Accounting Tips for Coaching Businesses

Whether you’re a life coach, math tutor, or engineering consultant, sharing your expertise as a sole proprietor gives you the independent lifestyle you want. Here’s how to ensure that it gives you the financial rewards as well.

The secret lies in good bookkeeping practices. Knowing how much of your income is profit, adjusting the budget to maintain cash flow, sending invoices and paying bills on time, minimizing taxes, and more.
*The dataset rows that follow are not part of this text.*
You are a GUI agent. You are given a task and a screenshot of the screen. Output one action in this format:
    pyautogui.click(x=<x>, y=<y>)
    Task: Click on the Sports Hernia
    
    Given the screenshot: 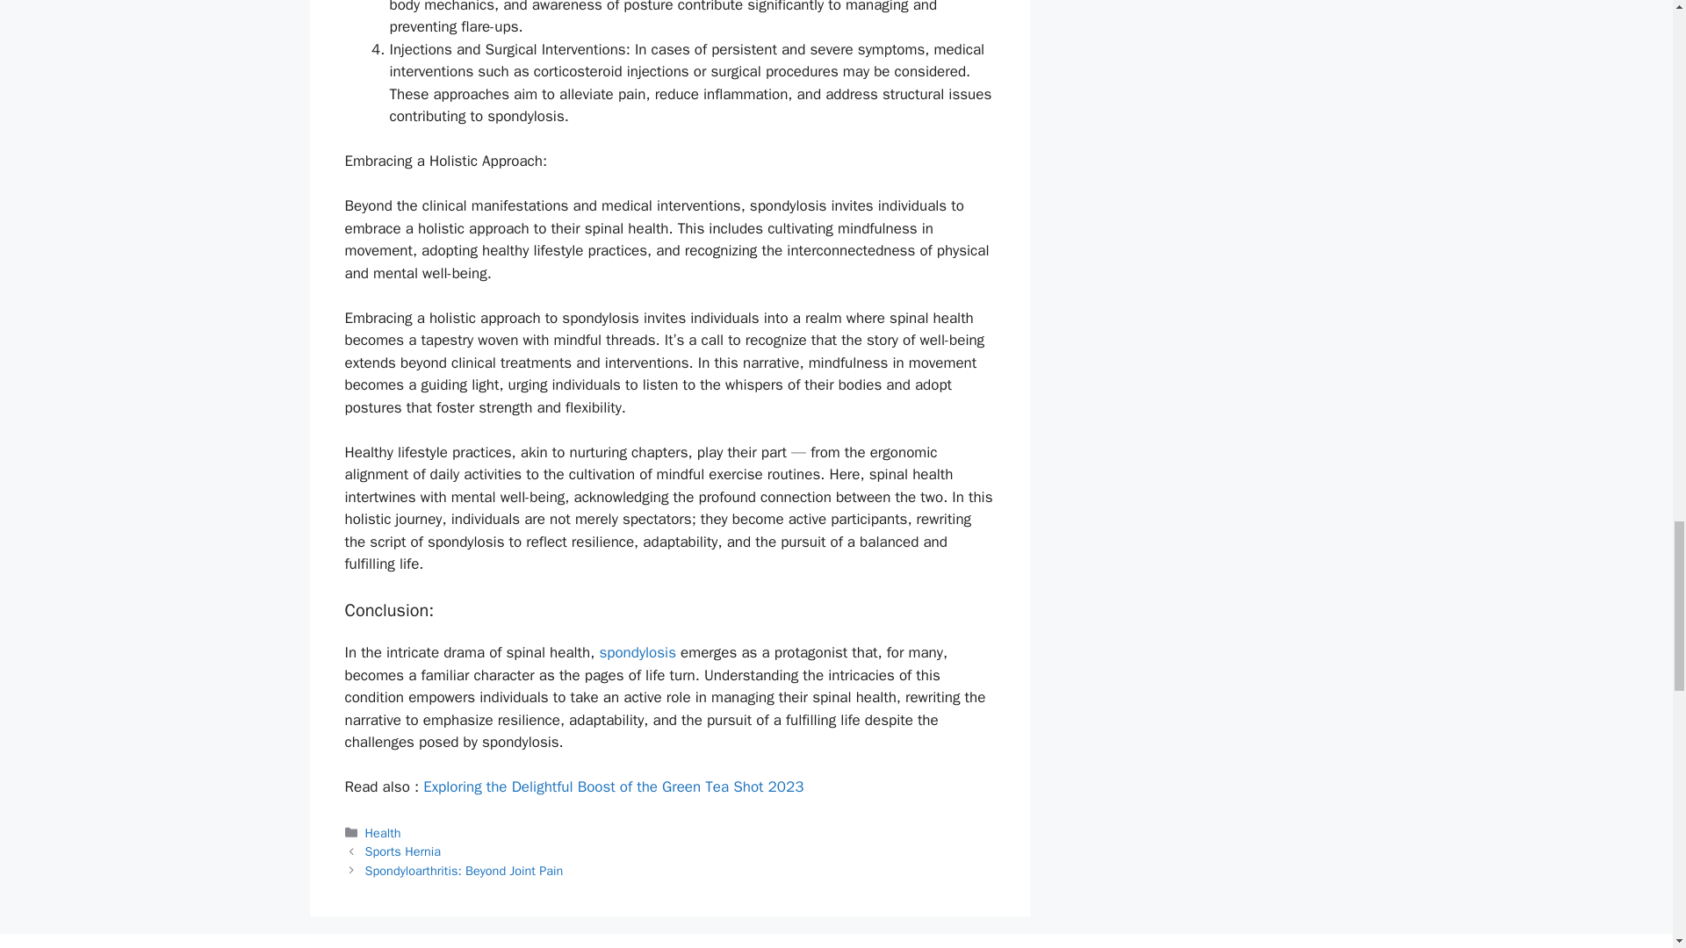 What is the action you would take?
    pyautogui.click(x=402, y=852)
Automate bookkeeping tasks.

Good software, such as  Quickbooks online, can save you many hours of input and the costs of human error. This cloud-based platform automatically imports bank transactions to your books, generates profit & loss reports, enables digital access from any internet-connected device, sends invoices and reminders, tracks payments, and much more.

Collect the right data.

Which activities and which clients are bringing you the greatest return on investment? How do you calculate how much to spend on acquiring customers? To answer these and similar questions, you should be tracking these metrics:

  • Monthly recurring revenue (for businesses with regular ongoing clients)
  • Profitability of your products and services
  • Customer lifetime value

Get paid on time.

As we mentioned above, your accounting software should be able to generate invoices, track when they get paid, and automatically record that info in your books. It will also:

  • Make it easier for your client to pay through online options
  • Send overdue reminders according to your pre-determined schedule
  • Help your business look more professional

Consider requiring advance payment.

Avoid getting burned by deadbeat clients with a contract that stipulates partial or complete payment in advance of the service. The contract should detail every aspect of the service to be provided so that you don’t end up giving away extra hours of work due to mind-changing or hand-holding.

Improve cash flow #1: reduce expenses.

A coaching business doesn’t have as many expenses as a retailer or manufacturer. But you still have some, and they should be accounted for. Otherwise, you’ll never know why your bank balance keeps coming up short. Track how much you spend on:

  • Office expenses (rent, utilities, supplies)
  • Coaching related materials that you provide to clients
  • Travel (plane tickets, restaurant meals, gasoline)
  • Insurance
  • Debt servicing (interest, bank fees)
  • Equipment depreciation
  • Subscriptions (software, magazines)
  • Education

Improve cash flow #2: increase income.

In other words, get more clients and/or increase the value of the ones you already have. To bring in new business, your marketing plan should include:

  • Lead generation from targeted prospect pools and client referral programs
  • Sales funnel touchpoints
  • Social media presence
  • Monitoring results so you can ditch the underperforming strategies

To get more business from current clients, be sure you’re maintaining your service standards, giving them more than they expected, and finding bigger problems to solve so that you can charge higher fees.

Generate meaningful reports.

The Virtual Bookkeeping Team using Quickbooks Online can be a big help in understanding where your business stands in reality as opposed to what the budget says it should be. You’ll want these reports:

  • Monthly profit & loss statement
  • Monthly balance sheet
  • Monthly cash flow statement and forecast
  • Chart of Accounts customized for your business
  • KPI (key performance indicator) tracking

Plan for large purchases.

The day will come when you want to overhaul your website, create an online course, or cover lost income due to illness. If you don’t have at least some of the funds on hand, you could be risking your whole business. Keep your long-term savings in a separate bank account, so there’s less temptation to draw on them for everyday expenses.

Decide how to get extra help.

You may have started as a one-person operation, but as your business grows the workload will quickly become overwhelming. You may choose to add employees to support your core business, such as assistants or sales reps. Or you could outsource areas of the business that are not your expertise, such as bookkeeping to someone like VirtualBookkeeping who will keep you on track and eliminate the confusion facing you when you sit down to take account of where you stand.